= WHAT IS BEING ASKED =
Retype each entry below precisely as it reads.

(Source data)
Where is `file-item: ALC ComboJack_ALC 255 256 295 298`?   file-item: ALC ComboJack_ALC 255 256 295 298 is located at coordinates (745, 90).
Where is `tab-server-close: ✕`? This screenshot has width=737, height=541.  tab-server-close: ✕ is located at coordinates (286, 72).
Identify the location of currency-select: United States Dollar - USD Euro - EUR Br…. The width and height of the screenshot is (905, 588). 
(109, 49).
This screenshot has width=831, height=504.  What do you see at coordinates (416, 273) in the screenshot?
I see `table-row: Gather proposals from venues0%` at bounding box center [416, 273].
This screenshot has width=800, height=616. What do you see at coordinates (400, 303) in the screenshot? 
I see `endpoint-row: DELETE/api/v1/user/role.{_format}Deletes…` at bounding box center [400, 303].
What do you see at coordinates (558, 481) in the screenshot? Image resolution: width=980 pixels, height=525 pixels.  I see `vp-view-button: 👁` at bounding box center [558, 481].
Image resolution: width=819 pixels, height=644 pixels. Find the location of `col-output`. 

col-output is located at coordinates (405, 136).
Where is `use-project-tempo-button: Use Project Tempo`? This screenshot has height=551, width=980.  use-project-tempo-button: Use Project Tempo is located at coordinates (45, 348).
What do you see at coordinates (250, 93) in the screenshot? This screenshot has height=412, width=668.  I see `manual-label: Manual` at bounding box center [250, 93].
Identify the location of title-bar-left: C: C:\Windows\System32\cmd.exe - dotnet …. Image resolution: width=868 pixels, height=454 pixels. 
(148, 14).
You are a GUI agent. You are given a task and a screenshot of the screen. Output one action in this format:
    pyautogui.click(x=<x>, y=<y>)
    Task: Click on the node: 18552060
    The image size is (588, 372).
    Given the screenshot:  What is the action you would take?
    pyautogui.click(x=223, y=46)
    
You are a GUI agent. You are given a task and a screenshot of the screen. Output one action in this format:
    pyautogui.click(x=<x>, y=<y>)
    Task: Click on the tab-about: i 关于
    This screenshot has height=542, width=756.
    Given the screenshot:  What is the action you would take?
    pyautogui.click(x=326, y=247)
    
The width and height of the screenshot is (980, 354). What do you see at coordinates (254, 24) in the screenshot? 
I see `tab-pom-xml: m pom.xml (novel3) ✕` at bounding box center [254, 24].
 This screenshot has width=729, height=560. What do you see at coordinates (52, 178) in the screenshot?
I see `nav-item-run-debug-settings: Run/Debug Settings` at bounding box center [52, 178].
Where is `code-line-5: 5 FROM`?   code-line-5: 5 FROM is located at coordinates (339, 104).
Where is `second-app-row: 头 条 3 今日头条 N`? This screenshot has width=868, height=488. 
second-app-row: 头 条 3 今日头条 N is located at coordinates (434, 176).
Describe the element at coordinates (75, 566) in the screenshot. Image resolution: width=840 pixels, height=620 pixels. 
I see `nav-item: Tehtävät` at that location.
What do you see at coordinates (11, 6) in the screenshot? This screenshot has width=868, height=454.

= WRITTEN SOLUTION =
Where is `file-item: ALC ComboJack_ALC 255 256 295 298`?   file-item: ALC ComboJack_ALC 255 256 295 298 is located at coordinates (745, 90).
Where is `tab-server-close: ✕`? This screenshot has width=737, height=541.  tab-server-close: ✕ is located at coordinates (286, 72).
Identify the location of currency-select: United States Dollar - USD Euro - EUR Br…. The width and height of the screenshot is (905, 588). 
(109, 49).
This screenshot has width=831, height=504.  What do you see at coordinates (416, 273) in the screenshot?
I see `table-row: Gather proposals from venues0%` at bounding box center [416, 273].
This screenshot has width=800, height=616. What do you see at coordinates (400, 303) in the screenshot? 
I see `endpoint-row: DELETE/api/v1/user/role.{_format}Deletes…` at bounding box center [400, 303].
What do you see at coordinates (558, 481) in the screenshot? Image resolution: width=980 pixels, height=525 pixels.  I see `vp-view-button: 👁` at bounding box center [558, 481].
Image resolution: width=819 pixels, height=644 pixels. Find the location of `col-output`. 

col-output is located at coordinates (405, 136).
Where is `use-project-tempo-button: Use Project Tempo`? This screenshot has height=551, width=980.  use-project-tempo-button: Use Project Tempo is located at coordinates (45, 348).
What do you see at coordinates (250, 93) in the screenshot? This screenshot has height=412, width=668.  I see `manual-label: Manual` at bounding box center [250, 93].
Identify the location of title-bar-left: C: C:\Windows\System32\cmd.exe - dotnet …. Image resolution: width=868 pixels, height=454 pixels. 
(148, 14).
You are a GUI agent. You are given a task and a screenshot of the screen. Output one action in this format:
    pyautogui.click(x=<x>, y=<y>)
    Task: Click on the node: 18552060
    The image size is (588, 372).
    Given the screenshot:  What is the action you would take?
    pyautogui.click(x=223, y=46)
    
You are a GUI agent. You are given a task and a screenshot of the screen. Output one action in this format:
    pyautogui.click(x=<x>, y=<y>)
    Task: Click on the tab-about: i 关于
    This screenshot has height=542, width=756.
    Given the screenshot:  What is the action you would take?
    pyautogui.click(x=326, y=247)
    
The width and height of the screenshot is (980, 354). What do you see at coordinates (254, 24) in the screenshot? 
I see `tab-pom-xml: m pom.xml (novel3) ✕` at bounding box center [254, 24].
 This screenshot has width=729, height=560. What do you see at coordinates (52, 178) in the screenshot?
I see `nav-item-run-debug-settings: Run/Debug Settings` at bounding box center [52, 178].
Where is `code-line-5: 5 FROM`?   code-line-5: 5 FROM is located at coordinates (339, 104).
Where is `second-app-row: 头 条 3 今日头条 N`? This screenshot has width=868, height=488. 
second-app-row: 头 条 3 今日头条 N is located at coordinates (434, 176).
Describe the element at coordinates (75, 566) in the screenshot. Image resolution: width=840 pixels, height=620 pixels. 
I see `nav-item: Tehtävät` at that location.
What do you see at coordinates (11, 6) in the screenshot? This screenshot has width=868, height=454.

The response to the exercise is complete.